Times Observer file photo The City of Warren on Tuesday said it may seek state permission to no longer be required to respond to EMS calls outside the city limits.

The City of Warren has threatened several municipalities throughout the county with the prospect of seeking state permission to no longer be required to respond to EMS calls outside city limits.

Two letters were sent to municipal officials on Tuesday — one from City Manager Nancy Freenock and another drafted by legal counsel — that would petition the state to no longer require the city to respond with its ambulance outside the city.

Freenock’s letter states, though, that the other letter to the state won’t yet be sent — it’ll go before the city council later this month.

Supervisors in Brokenstraw, Conewango, Glade, Mead, Pine Grove, Pleasant, Sheffield and Youngsville were sent the letters digitally on Tuesday, according to city staff.

Freenock’s letter reiterated that “there has been a significant and steady increase in the number of incidences of the City of Warren Fire Department being called to locations outside of the City in response to EMS dispatches.”

She detailed that the city “does not receive sufficient compensation to cover the expense of these calls.”

“As a result,” she continued, “the taxpayers of the City of Warren are subsidizing a necessary public safety service which your municipality is statutorily obligated to provide. This places an unjust and unfair burden on the taxpayers of the City for which no reciprocal benefit is received.”

The second letter is addressed to the state Bureau of Emergency Medical Services, part of the Department of Health.

“Due to its limited 911 ambulance response capability,” that letter argues, “including the risk to public safety for City residents who pay for the availability of emergency ambulance service, the WFD (Warren Fire Department) is requesting an exception to this regulatory provision. The exception requested is that the WFD not be required to respond to PSAP (911 center) dispatches for emergency basic life support (BLS) ambulance services to locations outside the City of Warren.”

“The letter requests relief from the situation that has been foisted upon the City as a direct result of other municipalities’ unmet obligations,” Freenock said. “During its regular meeting on May 17, 2021, Warren City Council will vote on whether to mail this letter.”

The letter to the state offers many stinging indictments of the status of the EMS system in the county.

“The sad and dangerous irony of this situation is that with the WFD’s compliance with the regulatory requirement that it respond to all 911 dispatches to locations outside the City, there is absolutely no incentive for the surrounding municipalities to make the necessary provisions and incur the appropriate costs to provide their own citizens with adequate emergency BLS ambulance service,” the city asserts.

It asked the state to permit it to not respond outside the city but, if that request is denied, also asks that the Department of Health let the city not respond when only one of the city’s two ambulances is in the city.

“Most importantly, the City simply cannot continue to provide 911 ambulance services outside the City without jeopardizing the health, safety and welfare of its own taxpayers under circumstances that have been getting worse for quite some time now,” the letter asserts. “If DOH does not grant any of the relief requested, WFD will need to consider other remedies available to it, including withdrawing from the Response Plan.”
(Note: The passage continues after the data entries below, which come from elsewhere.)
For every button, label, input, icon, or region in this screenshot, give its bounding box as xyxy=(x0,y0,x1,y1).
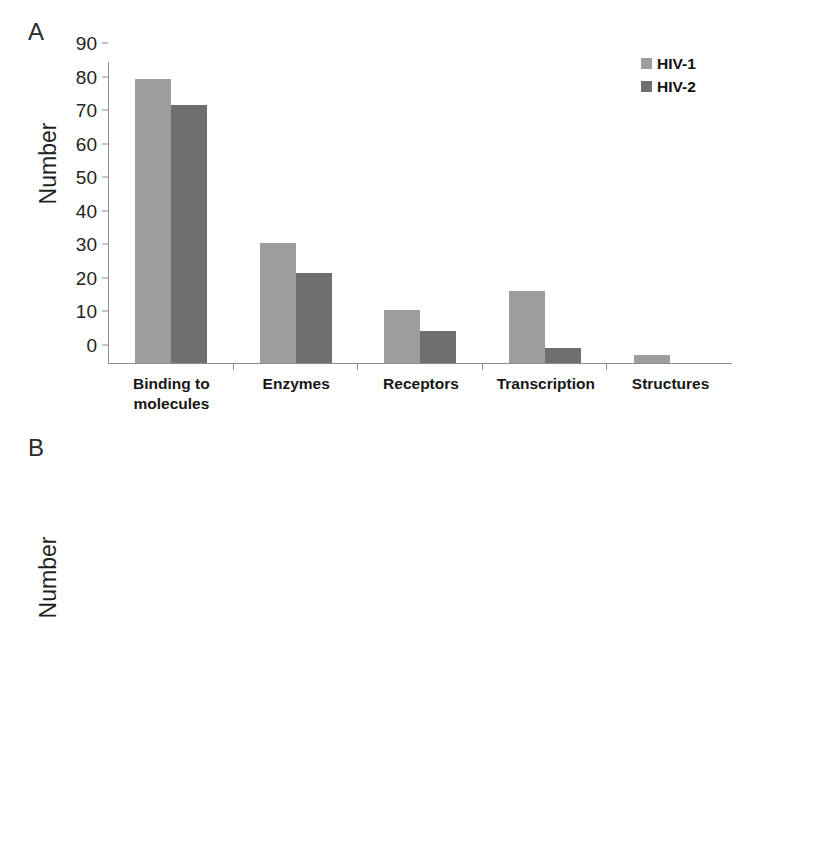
panel-a-y-tick-label: 40 xyxy=(76,201,97,220)
legend-label: HIV-2 xyxy=(657,79,696,95)
bar-hiv-1 xyxy=(634,355,670,363)
panel-a-y-tick: 10 xyxy=(76,302,108,321)
panel-a-y-tick-mark xyxy=(102,177,108,178)
legend-item-hiv-2: HIV-2 xyxy=(641,79,696,95)
bar-hiv-2 xyxy=(420,331,456,363)
panel-a-y-tick-mark xyxy=(102,110,108,111)
bar-group xyxy=(483,62,608,363)
panel-a-y-tick-mark xyxy=(102,244,108,245)
panel-a-y-tick-mark xyxy=(102,210,108,211)
x-axis-group-divider xyxy=(606,363,607,370)
x-axis-category-label: Structures xyxy=(608,374,733,414)
panel-b-letter: B xyxy=(28,434,45,462)
x-axis-category-label: Enzymes xyxy=(234,374,359,414)
panel-a-y-tick-label: 60 xyxy=(76,134,97,153)
panel-a-y-tick-label: 80 xyxy=(76,67,97,86)
panel-a-y-tick: 90 xyxy=(76,34,108,53)
legend-label: HIV-1 xyxy=(657,56,696,72)
bar-hiv-1 xyxy=(135,79,171,363)
bar-hiv-1 xyxy=(260,243,296,363)
bar-group xyxy=(109,62,234,363)
panel-a-plot-area: 0102030405060708090 xyxy=(108,62,732,364)
panel-a-y-tick-mark xyxy=(102,43,108,44)
bar-group xyxy=(234,62,359,363)
panel-a-y-tick: 70 xyxy=(76,101,108,120)
x-axis-category-label: Receptors xyxy=(359,374,484,414)
panel-a-y-tick-mark xyxy=(102,277,108,278)
panel-a-x-tick-labels: Binding to moleculesEnzymesReceptorsTran… xyxy=(109,374,733,414)
panel-a-y-tick: 20 xyxy=(76,268,108,287)
bar-hiv-2 xyxy=(545,348,581,363)
panel-a-y-tick: 0 xyxy=(86,336,108,355)
bar-hiv-1 xyxy=(384,310,420,364)
legend-swatch-icon xyxy=(641,58,652,69)
panel-a-y-tick: 40 xyxy=(76,201,108,220)
panel-a: A Number 0102030405060708090 Binding to … xyxy=(0,0,822,424)
panel-a-bar-groups xyxy=(109,62,732,363)
panel-a-y-tick-label: 20 xyxy=(76,268,97,287)
panel-a-y-tick-label: 30 xyxy=(76,235,97,254)
panel-a-y-tick: 80 xyxy=(76,67,108,86)
panel-a-y-tick-label: 70 xyxy=(76,101,97,120)
x-axis-group-divider xyxy=(482,363,483,370)
x-axis-group-divider xyxy=(233,363,234,370)
bar-hiv-2 xyxy=(296,273,332,363)
panel-a-y-axis-title: Number xyxy=(35,84,62,244)
panel-a-y-tick-label: 10 xyxy=(76,302,97,321)
panel-b: B Number 05101520253035 Signal transduct… xyxy=(0,424,822,848)
bar-hiv-1 xyxy=(509,291,545,363)
panel-a-y-tick-mark xyxy=(102,311,108,312)
panel-a-y-tick: 60 xyxy=(76,134,108,153)
panel-a-y-tick: 30 xyxy=(76,235,108,254)
panel-a-y-tick-mark xyxy=(102,76,108,77)
panel-a-y-tick-mark xyxy=(102,345,108,346)
panel-a-y-tick-label: 90 xyxy=(76,34,97,53)
x-axis-category-label: Binding to molecules xyxy=(109,374,234,414)
panel-a-x-axis-line xyxy=(108,363,732,364)
panel-a-y-tick-label: 0 xyxy=(86,336,97,355)
legend-item-hiv-1: HIV-1 xyxy=(641,56,696,72)
panel-b-y-axis-title: Number xyxy=(35,498,62,658)
legend-swatch-icon xyxy=(641,81,652,92)
bar-group xyxy=(358,62,483,363)
bar-hiv-2 xyxy=(171,105,207,363)
x-axis-group-divider xyxy=(357,363,358,370)
panel-a-legend: HIV-1HIV-2 xyxy=(641,56,696,94)
panel-a-letter: A xyxy=(28,18,45,46)
panel-a-y-tick-mark xyxy=(102,143,108,144)
panel-a-y-tick: 50 xyxy=(76,168,108,187)
panel-a-y-tick-label: 50 xyxy=(76,168,97,187)
bar-group xyxy=(607,62,732,363)
x-axis-category-label: Transcription xyxy=(483,374,608,414)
The potential filing with the state indicates that without relief the city will ask the state “to take appropriate disciplinary action against other EMS agencies in the County that do not satisfy their statutory and regulatory obligations under the EMS System Act. This is an action that Warren City Council will take with much regret.”

“I believe you are aware that the City has consistently tried, albeit unsuccessfully, to work with neighboring municipalities to develop an equitable solution to the EMS crisis in Warren County,” Freenock added. “The City remains willing to engage in conversations that would result in sharing the burden of EMS response; we will not, however, do so at the expense of City taxpayers.”